Lots of great posts
about The Times. A couple of ideas that I would like to pursue tomorrow:
a comparison between the way "the marriage plot" has evolved in most of our plays to date, and this one (i.e. the secondary position of the Louisa plot; the married status of the main couple);
class conflict (social climbing, the nouveau riche, etc.);
a related issue: the social critique (the tawdry banality of "society," etc.) implied in the title;
the economic focus;
the use of some familiar tropes: the "blocking figure", the witty servants, the forced marriage.
And how does the end play out all these threads? Is it contained? Open-ended? Does it back-track, as so many endings seem to do?
Finally, is Rizzo correct that Griffith is merely a competent playwright?

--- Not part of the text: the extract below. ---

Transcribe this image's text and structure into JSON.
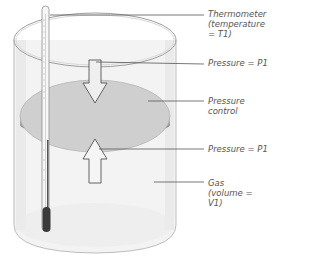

a comparison between the way "the marriage plot" has evolved in most of our plays to date, and this one (i.e. the secondary position of the Louisa plot; the married status of the main couple);
class conflict (social climbing, the nouveau riche, etc.);
a related issue: the social critique (the tawdry banality of "society," etc.) implied in the title;
the economic focus;
the use of some familiar tropes: the "blocking figure", the witty servants, the forced marriage.
And how does the end play out all these threads? Is it contained? Open-ended? Does it back-track, as so many endings seem to do?
Finally, is Rizzo correct that Griffith is merely a competent playwright?